In The Spaghetti Incident?, an album of mostly punky cover versions of drunk rock classics, Guns n’ Roses reassert their roots in hard-edged rock & roll – some punk rock, some not – the way that U2 tried to with Rattle and Hum when their “authenticity” had become suspect. But in recording half an album’s worth of punk-rock songs, Guns n’ Roses reveal themselves as a glam-rock band, and a good one, as if T. Rex and the Dolls had come out of early punk rather than the other way around.

“Black Leather,” a post-mortem Sex Pistols song written by Steve Jones, sounds better than the original – more bounce, heartier groove – and the tough swagger of G n’ R on this track may be what the original Pistols aspired to before Malcom McLaren pushed Johnny Rotten on them.

There are quick, goofy versions of the Damned’s “New Rose” and U.K. Subs’ “Down on the Farm,” which Axl delivers with an English accent as contrived as that of any Orange County hardcore singer; there is a loose, sloppy version of Iggy’s “Raw Power” that would be a hit at any Whisky Jam Night.

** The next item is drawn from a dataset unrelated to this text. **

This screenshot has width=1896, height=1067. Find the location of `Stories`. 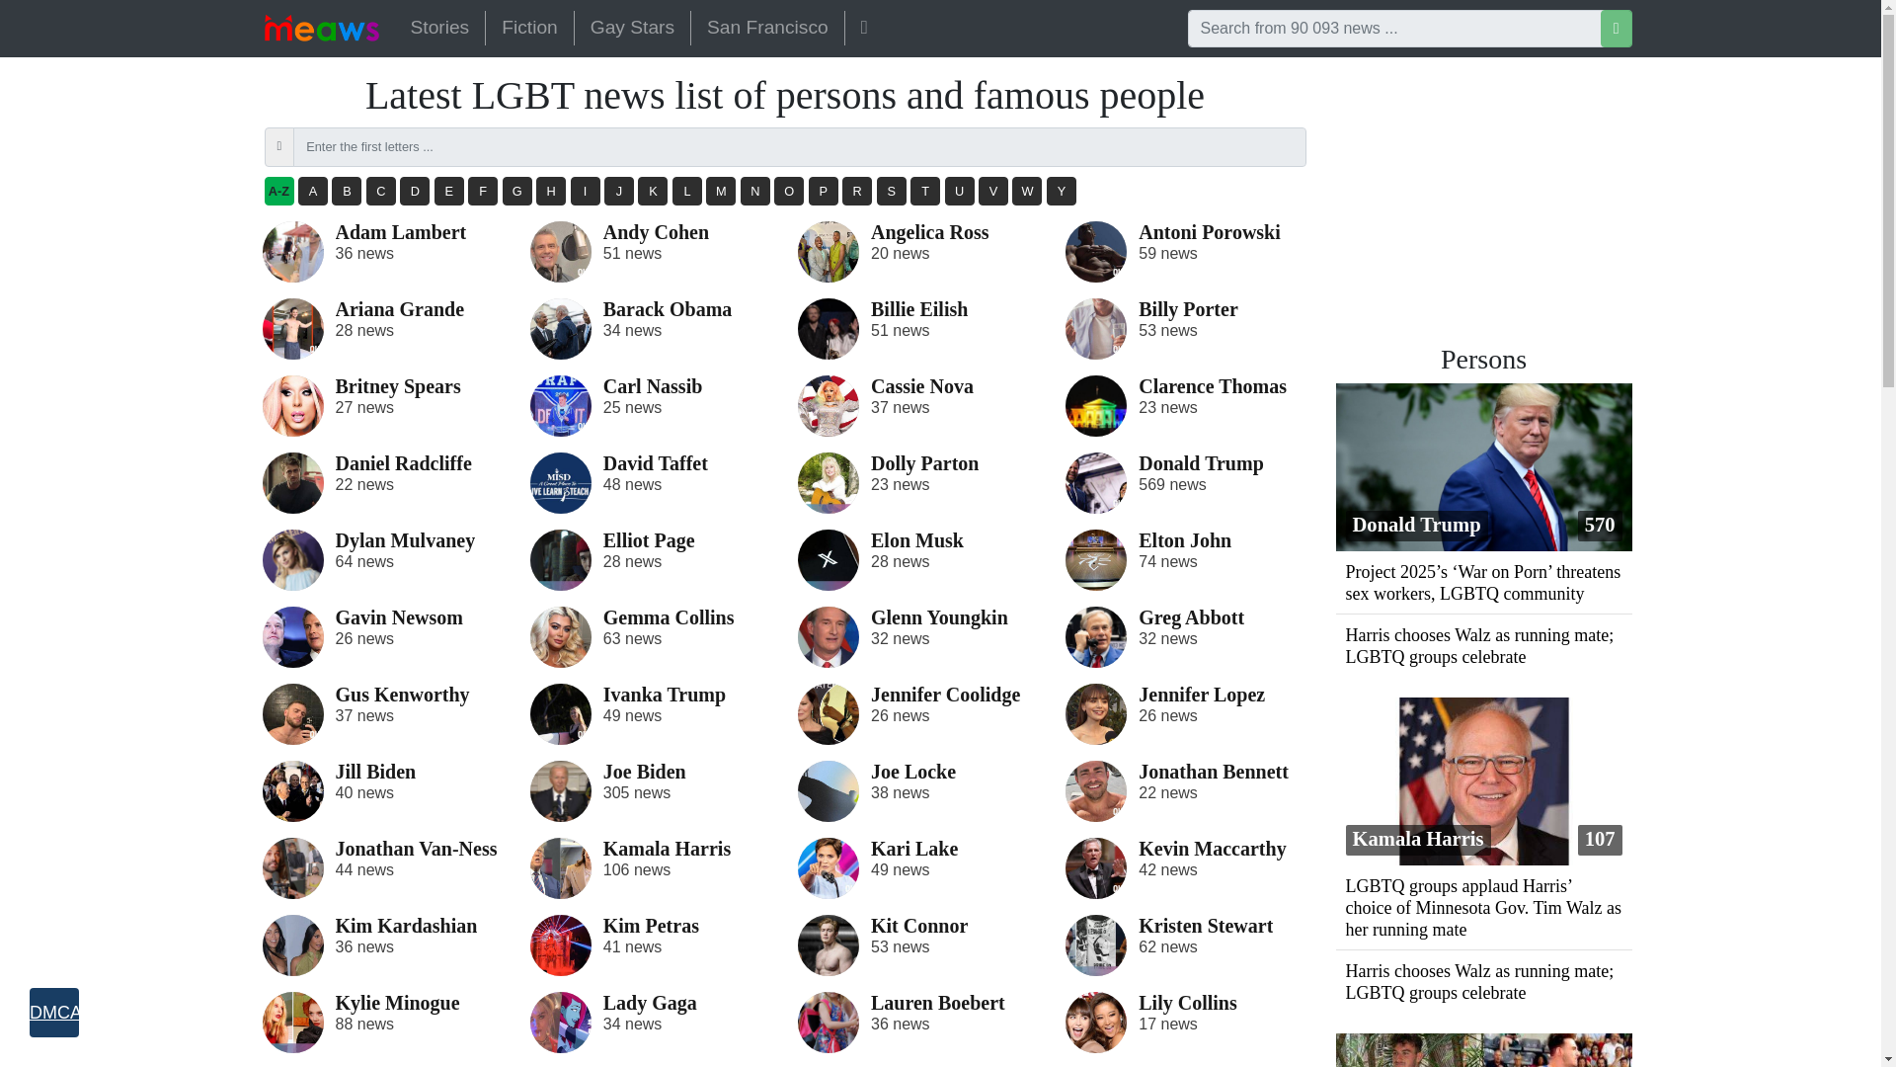

Stories is located at coordinates (440, 28).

Punk rock is sometimes best read as a vigorous howl of complaint against one’s own powerlessness, but Axl doesn’t quite connect to the punk-rock material on Spaghetti as anything but a conduit for pure aggression. He can’t even seem to curse right. In his version of Fear’s punk rock chestnut “I Don’t Care About You,” his is not the fuuuuuuck youuu of Fear’s Lee Ving, the epithet of the misfit yelling at the cop car after it has safely rounded the corner, but the fuck you the tavern bully says as he shoves you hard in the chest.

When Chris Cornell sings, “I want to fuck, fuck, fuck, fuck you,” in the Sound Garden anthem “Big Dumb Sex,” Cornell’s voice is filled with longing and desire; Axl, reprising that Sound Garden chorus as a tag to the T. Rex song “Buick Makane,” sounds like a guy reading cue cards on the set of a porno movie.

But the Nazareth anthem “Hair of the Dog” is almost a primo Guns n’ Roses song to begin with, muscular riffing, forged-iron arpeggios, enraged lyrics just built for Axl’s manly scream, exactly the sort of thing G n’ R are best at – hip wiggle music, ’70s sounding without being explicitly retro – powered by the sort of glam-groove Slash guitar and oddly baroque Matt Sorum drumming that seem merely overwrought elsewhere on the album. “Buick Makane” works the complex riff until it screams.

Punk-rock virtues are most apparent in the Duff-sung version of Johnny Thunders’ “You Can’t Put Your Arms Around a Memory,” which features irregular arrangements, wavery vocals, even a splash of vulnerability.

It’s also the one song on the album you will probably fast-forward through in the car or skip on the record.

Still, I love The Spaghetti Incident? It takes me back to a simpler time–when gas was still a buck, Beavis and Butthead were controversial and it was only the parking lot of the World Trade Center that got bombed.